Contemporary Islamic thinking has tended to accept the nation state uncritically, seeing the centralized state as the principal medium through which an Islamic politics should be realized (Qutb; al-Awwa). Others have critiqued such attempts to mold Islam in the image of the nation state arguing that the structures of the modern state have never been compatible with Islamic governance (Hallaq, 2013).
This project does not explore the question of Islam’s compatibility with the modern nation state. Rather, it undertakes an anarchist reading of Islamic thought to elucidate ways in which Islamic themes and ideas work to limit—and counteract—the power of the modern state. With some exceptions, anarchism has been neglected within Islamic studies (Abdou, 2022; Sedgwick, 2021; Karamustafa 1994). This project seeks to address such a dearth and asks whether the Islamic tradition can provide a way of thinking that makes ways of living beyond the reaches of the state possible. It asks whether there is a kind of Islamic political order that can create a form of life without the overwhelming presence of modern statehood.
This paper approaches this question by exploring Abu Hamid al-Ghazali’s (d. 1111) treatise on friendship. Al-Ghazali calls upon Muslims to put their friends before their relatives and children. He also argues that friends should offer up their wealth to each other without being asked. This paper puts The Duties of Brotherhood in Islam into conversation with Aristotle’s Nicomedean ethics and the anarchist Peter Propotkin’s thinking on mutual aid. It contends that al-Ghazali offers a radical picture of mutual support and aid among friends that transcends reliance on state institutions for welfare and support. It argues that al-Ghazali’s notion of friendship undermines the centrality of the family that has been so central to the modern nation state.

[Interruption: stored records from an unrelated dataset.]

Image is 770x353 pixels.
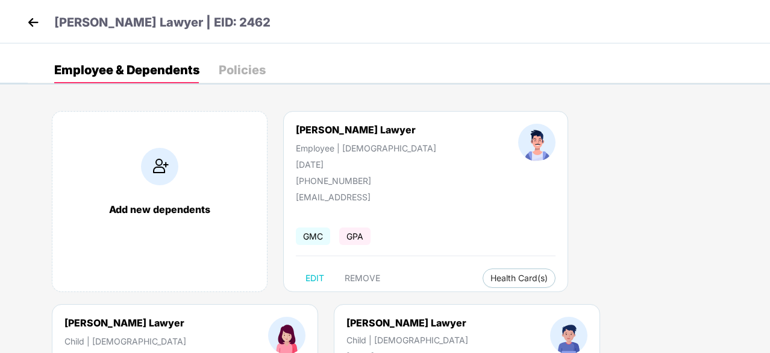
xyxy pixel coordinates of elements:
[296,159,436,169] div: [DATE]
[483,268,556,288] button: Health Card(s)
[219,64,266,76] div: Policies
[296,143,436,153] div: Employee | [DEMOGRAPHIC_DATA]
[296,192,417,202] div: [EMAIL_ADDRESS]
[518,124,556,161] img: profileImage
[54,13,271,32] p: [PERSON_NAME] Lawyer | EID: 2462
[296,268,334,288] button: EDIT
[347,335,468,345] div: Child | [DEMOGRAPHIC_DATA]
[306,273,324,283] span: EDIT
[491,275,548,281] span: Health Card(s)
[64,336,186,346] div: Child | [DEMOGRAPHIC_DATA]
[335,268,390,288] button: REMOVE
[54,64,200,76] div: Employee & Dependents
[296,175,436,186] div: [PHONE_NUMBER]
[64,316,184,329] div: [PERSON_NAME] Lawyer
[339,227,371,245] span: GPA
[141,148,178,185] img: addIcon
[347,316,468,329] div: [PERSON_NAME] Lawyer
[296,124,416,136] div: [PERSON_NAME] Lawyer
[64,203,255,215] div: Add new dependents
[296,227,330,245] span: GMC
[24,13,42,31] img: back
[345,273,380,283] span: REMOVE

While this paper argues that al-Ghazali’s thinking on friendship has anarchist implications, it does not argue that al-Ghazali is entirely anarchist. Al-Ghazali’s writings on the principle of commanding good and forbidding wrong illustrate that he accepted state power even though he was suspicious of it. Rather, the paper uses anarchism as a heuristic device or as a lens through which to look at the ways in which the Islamic tradition—in this case al-Ghazali’s conception of friendship—can help inform ways of thinking about limiting state power.